Grieving Durham mom's message to young men: 'Put the guns down'

Anthony Wilson Image
Tuesday, June 30, 2020
Grieving Durham mom's message to young men: 'Put the guns down'
Grieving Durham mom's message to young men: 'Put the guns down'

DURHAM, N.C. (WTVD) -- The first media reports about the murder of a 19-year-old man on Father's Day in Durham appeared with sadly familiar video of flashing blue lights and police working the scene for clues.

The victim's mother, Yolanda Murray-Barkley, is still grief-stricken weeks later and after agreeing to an interview, she asked ABC11 to accompany her to the gravesite of her son, Phillip Jones.

"I just planned my mother's funeral. Now I had to plan my son's funeral," Murray-Barkley said, as she faced their side-by-side headstones. "And I'm still trying to process it all myself. He was so easily influenced by others who he thought was cool. And I constantly told him, being cool is not going out here, doing all these bad things. Being cool is being able to say no."

She told us she tried to keep her son out of trouble, even sent him to a group home at one point.

"Because he was affiliated, he was trying to get out, with the Crips. And I let them know at the funeral, don't mistake that for more than what it is. Because his favorite color was blue long before he even knew these people," she said.

Murray-Barkley said when she was growing up in the McDougald Terrace community, the neighbors could leave their doors unlocked and children knew misdeeds would be handled, first by observant adults who were not relatives but reported any transgressions to a child's parents. Serious beefs were resolved man to man, without weapons.

"Because back in the day, if you had a dispute you duked it out," she said. "But you lived to see another day. Picking up a gun is the coward's way out."

But this time, an Instagram beef cost her son his life. She said someone affiliated with a gang killed him while he sat outside his sister's apartment, talking on the phone.

Grieving mother Yolanda Murray-Barkley issues plea for violence to end.

"He wasn't armed, or anything like that. But apparently somebody told them where he was, and they came," Murray-Barkley said. "I heard that words were exchanged, and then they just pulled out a gun."

She's aware of the recent media coverage of Black men killed while in police custody, or by self-styled neighborhood enforcers.
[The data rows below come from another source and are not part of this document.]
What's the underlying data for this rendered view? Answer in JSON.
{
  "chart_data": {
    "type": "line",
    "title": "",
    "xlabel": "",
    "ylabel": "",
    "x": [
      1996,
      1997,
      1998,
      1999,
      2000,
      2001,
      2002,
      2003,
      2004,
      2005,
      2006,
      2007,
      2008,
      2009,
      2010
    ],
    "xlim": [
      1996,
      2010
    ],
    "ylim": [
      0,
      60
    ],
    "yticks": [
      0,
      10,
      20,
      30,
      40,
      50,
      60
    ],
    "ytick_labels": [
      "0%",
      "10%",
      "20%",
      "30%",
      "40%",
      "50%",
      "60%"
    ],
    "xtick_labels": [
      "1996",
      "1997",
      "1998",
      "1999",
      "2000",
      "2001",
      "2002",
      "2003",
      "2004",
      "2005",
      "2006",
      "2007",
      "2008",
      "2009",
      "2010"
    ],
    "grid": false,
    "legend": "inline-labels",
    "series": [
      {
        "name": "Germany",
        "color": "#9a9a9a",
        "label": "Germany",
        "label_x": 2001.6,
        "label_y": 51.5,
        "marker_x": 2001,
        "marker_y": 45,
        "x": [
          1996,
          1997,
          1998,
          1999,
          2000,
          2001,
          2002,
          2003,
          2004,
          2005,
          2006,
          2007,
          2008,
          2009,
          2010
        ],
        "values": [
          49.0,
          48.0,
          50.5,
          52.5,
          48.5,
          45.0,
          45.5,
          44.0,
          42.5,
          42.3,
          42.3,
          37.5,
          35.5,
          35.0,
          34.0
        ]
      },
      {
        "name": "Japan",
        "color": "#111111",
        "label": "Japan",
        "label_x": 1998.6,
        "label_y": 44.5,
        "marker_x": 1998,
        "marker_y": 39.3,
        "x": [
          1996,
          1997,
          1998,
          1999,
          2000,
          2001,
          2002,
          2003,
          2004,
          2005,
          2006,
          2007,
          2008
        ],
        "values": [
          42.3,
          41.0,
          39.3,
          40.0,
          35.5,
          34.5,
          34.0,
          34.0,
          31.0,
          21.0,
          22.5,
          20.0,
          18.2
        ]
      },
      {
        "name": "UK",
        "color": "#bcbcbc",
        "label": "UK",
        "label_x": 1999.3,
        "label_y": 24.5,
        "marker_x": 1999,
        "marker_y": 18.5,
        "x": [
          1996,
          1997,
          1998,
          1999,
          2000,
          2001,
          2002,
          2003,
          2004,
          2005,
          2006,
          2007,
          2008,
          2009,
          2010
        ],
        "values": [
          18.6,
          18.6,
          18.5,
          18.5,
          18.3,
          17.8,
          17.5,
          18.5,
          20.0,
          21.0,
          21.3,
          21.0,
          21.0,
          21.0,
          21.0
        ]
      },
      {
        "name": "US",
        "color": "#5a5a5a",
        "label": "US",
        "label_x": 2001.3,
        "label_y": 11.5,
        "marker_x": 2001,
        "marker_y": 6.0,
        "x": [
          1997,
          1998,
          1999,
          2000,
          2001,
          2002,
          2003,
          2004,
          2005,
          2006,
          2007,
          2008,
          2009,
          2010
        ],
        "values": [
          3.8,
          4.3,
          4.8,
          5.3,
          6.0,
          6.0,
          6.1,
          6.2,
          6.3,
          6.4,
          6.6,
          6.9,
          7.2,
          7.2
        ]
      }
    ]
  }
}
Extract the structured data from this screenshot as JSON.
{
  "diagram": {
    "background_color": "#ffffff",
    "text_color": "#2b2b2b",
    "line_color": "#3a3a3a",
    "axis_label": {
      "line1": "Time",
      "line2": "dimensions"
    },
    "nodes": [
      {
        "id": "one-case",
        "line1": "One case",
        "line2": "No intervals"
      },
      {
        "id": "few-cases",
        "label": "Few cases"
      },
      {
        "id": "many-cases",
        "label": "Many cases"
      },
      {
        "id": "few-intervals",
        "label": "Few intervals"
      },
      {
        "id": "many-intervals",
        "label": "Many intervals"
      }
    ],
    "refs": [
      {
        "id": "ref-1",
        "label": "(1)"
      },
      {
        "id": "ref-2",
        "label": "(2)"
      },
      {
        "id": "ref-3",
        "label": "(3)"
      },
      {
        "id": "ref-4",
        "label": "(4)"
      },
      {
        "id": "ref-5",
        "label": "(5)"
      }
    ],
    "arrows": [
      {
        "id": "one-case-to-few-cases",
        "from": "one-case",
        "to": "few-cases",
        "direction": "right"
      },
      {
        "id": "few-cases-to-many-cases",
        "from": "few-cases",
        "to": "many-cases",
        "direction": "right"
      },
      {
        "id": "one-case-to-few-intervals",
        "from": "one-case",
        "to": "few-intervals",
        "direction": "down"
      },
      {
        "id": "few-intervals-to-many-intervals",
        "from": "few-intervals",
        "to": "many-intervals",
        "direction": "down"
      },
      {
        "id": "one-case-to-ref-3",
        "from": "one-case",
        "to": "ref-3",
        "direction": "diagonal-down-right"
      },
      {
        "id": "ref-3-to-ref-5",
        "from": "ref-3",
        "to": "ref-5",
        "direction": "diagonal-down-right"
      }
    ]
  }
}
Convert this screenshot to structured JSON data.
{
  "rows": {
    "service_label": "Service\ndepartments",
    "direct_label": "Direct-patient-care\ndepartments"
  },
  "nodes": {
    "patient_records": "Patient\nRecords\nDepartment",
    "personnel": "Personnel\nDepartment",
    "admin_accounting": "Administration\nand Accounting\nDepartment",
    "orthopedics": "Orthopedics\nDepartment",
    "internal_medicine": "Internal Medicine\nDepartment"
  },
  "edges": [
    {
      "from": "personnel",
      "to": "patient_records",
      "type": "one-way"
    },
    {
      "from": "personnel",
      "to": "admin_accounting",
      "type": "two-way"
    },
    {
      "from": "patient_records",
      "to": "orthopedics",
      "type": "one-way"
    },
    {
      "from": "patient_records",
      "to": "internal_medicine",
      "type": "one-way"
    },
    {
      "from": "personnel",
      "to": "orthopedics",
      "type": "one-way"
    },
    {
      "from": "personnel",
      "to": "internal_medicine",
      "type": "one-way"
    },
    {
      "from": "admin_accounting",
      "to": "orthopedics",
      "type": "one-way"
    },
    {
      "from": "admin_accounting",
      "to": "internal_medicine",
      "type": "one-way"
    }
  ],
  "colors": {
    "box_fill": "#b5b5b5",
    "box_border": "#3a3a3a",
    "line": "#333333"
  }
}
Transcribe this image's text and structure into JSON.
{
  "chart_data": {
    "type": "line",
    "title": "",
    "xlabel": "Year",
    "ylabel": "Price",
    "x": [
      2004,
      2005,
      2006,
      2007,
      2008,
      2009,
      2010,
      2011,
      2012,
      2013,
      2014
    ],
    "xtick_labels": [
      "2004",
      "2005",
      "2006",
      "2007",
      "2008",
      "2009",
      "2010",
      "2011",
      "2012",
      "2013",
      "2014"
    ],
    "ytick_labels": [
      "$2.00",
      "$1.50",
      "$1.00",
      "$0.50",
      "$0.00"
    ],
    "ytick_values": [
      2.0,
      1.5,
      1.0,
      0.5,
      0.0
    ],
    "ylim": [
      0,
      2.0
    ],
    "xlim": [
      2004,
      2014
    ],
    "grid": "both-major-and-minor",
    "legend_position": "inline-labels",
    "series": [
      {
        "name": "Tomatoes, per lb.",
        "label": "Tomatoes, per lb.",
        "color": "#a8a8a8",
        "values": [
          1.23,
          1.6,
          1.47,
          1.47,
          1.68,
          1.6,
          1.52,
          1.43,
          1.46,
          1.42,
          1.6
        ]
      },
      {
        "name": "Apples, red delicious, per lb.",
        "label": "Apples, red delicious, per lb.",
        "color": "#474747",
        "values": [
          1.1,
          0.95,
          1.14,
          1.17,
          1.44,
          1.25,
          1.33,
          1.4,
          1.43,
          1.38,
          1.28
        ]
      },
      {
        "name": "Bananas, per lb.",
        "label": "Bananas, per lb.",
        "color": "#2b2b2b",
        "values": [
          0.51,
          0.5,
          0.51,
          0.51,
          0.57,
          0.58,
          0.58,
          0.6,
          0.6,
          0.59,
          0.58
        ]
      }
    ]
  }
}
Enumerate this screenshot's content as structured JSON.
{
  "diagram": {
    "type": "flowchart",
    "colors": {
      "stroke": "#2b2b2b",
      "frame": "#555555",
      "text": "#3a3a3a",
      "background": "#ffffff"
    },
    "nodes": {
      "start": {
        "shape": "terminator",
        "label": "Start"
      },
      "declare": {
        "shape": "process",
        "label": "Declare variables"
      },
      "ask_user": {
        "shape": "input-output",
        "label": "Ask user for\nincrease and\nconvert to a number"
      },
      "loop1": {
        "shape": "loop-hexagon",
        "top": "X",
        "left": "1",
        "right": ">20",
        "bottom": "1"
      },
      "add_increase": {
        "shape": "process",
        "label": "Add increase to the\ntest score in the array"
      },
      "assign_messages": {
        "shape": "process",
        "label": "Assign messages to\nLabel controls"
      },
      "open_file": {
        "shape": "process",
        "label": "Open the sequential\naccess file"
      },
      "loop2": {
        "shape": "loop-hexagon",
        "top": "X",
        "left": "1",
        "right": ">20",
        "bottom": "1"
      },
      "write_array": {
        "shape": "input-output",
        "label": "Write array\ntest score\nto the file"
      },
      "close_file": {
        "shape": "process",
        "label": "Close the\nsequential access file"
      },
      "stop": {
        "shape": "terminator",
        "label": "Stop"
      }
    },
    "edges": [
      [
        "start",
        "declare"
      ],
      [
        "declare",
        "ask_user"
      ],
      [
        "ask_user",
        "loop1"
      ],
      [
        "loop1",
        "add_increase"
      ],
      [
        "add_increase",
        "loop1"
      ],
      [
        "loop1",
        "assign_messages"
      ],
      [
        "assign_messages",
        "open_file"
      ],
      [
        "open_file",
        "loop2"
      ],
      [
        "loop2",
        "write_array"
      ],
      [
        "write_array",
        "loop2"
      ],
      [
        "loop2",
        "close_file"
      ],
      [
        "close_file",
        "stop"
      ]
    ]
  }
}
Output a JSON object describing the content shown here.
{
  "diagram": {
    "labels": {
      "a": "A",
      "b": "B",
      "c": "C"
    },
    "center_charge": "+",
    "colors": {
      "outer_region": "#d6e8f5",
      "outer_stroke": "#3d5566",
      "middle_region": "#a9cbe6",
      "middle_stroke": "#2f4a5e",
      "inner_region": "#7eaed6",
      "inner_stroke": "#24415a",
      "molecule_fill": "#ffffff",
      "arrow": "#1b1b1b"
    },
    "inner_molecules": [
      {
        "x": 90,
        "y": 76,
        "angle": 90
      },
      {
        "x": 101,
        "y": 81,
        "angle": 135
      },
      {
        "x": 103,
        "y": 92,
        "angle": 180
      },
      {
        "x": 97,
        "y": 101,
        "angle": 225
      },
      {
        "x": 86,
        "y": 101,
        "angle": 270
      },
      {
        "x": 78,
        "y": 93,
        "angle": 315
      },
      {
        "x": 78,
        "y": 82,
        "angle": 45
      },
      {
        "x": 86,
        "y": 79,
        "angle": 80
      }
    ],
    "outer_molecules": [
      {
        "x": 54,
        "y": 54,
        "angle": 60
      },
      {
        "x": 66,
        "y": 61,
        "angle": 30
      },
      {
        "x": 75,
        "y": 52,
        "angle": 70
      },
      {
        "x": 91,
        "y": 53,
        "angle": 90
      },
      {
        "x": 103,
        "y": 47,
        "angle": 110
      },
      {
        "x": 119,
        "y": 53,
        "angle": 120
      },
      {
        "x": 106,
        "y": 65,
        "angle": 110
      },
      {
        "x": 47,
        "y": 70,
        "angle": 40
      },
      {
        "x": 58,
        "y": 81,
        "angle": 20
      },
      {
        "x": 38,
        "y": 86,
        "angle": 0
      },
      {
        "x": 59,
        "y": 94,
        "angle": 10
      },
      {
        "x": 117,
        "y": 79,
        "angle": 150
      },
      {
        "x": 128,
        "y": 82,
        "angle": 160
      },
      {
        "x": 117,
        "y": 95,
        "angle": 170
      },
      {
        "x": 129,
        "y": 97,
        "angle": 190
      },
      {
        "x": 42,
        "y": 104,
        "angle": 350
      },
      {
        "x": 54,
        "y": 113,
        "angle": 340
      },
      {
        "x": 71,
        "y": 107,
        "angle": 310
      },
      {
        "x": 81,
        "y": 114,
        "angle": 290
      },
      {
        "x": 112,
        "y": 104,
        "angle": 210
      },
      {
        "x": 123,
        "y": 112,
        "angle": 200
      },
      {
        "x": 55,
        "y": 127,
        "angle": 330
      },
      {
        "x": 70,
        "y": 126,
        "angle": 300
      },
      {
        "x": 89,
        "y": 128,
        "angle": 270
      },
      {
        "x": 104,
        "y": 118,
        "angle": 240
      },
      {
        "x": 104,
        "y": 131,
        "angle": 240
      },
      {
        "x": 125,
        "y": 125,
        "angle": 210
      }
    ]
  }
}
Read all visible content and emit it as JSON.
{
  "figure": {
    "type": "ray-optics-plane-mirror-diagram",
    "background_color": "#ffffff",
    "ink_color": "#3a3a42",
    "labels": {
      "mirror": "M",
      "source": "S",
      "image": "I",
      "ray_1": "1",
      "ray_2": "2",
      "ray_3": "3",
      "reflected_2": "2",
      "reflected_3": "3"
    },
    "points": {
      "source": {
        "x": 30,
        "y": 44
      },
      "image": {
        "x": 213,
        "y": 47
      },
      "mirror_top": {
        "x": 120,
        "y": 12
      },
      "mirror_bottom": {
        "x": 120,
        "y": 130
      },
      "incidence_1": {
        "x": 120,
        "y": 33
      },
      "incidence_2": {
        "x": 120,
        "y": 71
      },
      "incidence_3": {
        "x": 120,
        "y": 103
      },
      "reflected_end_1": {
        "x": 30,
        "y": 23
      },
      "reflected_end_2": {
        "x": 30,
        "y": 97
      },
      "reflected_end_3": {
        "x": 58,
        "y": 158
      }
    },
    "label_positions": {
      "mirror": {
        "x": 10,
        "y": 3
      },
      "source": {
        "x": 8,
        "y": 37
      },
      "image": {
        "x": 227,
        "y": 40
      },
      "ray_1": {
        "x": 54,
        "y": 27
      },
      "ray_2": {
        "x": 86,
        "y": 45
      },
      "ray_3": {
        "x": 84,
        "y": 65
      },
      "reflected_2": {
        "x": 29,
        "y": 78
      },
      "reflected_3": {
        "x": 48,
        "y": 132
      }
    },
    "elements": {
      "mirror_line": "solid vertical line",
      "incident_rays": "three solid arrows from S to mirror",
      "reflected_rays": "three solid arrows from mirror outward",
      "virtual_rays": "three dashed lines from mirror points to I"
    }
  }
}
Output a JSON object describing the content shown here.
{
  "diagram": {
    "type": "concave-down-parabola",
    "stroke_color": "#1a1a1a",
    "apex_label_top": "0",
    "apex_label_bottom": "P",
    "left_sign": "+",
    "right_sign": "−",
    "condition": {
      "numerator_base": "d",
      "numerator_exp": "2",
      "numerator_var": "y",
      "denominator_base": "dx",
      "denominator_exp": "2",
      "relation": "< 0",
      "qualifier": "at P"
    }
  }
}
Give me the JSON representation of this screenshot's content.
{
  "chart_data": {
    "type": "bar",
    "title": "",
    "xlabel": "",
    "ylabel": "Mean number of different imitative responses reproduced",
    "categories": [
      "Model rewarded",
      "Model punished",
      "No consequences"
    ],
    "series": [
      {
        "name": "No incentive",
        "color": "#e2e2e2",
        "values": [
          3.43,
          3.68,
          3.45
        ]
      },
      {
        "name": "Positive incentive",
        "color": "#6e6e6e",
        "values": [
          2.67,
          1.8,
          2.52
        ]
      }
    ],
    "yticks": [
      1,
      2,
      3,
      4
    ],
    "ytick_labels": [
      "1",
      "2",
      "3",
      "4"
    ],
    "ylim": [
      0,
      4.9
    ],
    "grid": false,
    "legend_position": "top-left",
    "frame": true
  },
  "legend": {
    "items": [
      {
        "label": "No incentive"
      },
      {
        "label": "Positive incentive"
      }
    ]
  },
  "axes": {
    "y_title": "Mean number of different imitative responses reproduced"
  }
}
"But it seems it only matters if they're killed by a police officer or a White person. He didn't get killed by any of those," she said. "He got killed by another Black person, so why doesn't any of that matter?"

As she said at a memorial for Jones, "my son matters."

Now she's calling for those who want funds redirected from traditional policing to help keep young men like her son out of harm's way and bad influences.

"If you're going to fund them, fund programs where they can help these youth out here," she said.

Murray-Barkley also said something should be done to make it harder for immature people to get guns.

"Just like there's an age limit on obtaining alcohol, there should be an age limit on obtaining a firearm, you know?"

She also said she hoped that any young men who may be plotting revenge in the name of Jones will hear her plea.

"It's not going to bring my son back. You're just going to bring pain to another mother, or even your own," she urged. "Just put the guns down. Please, put them down."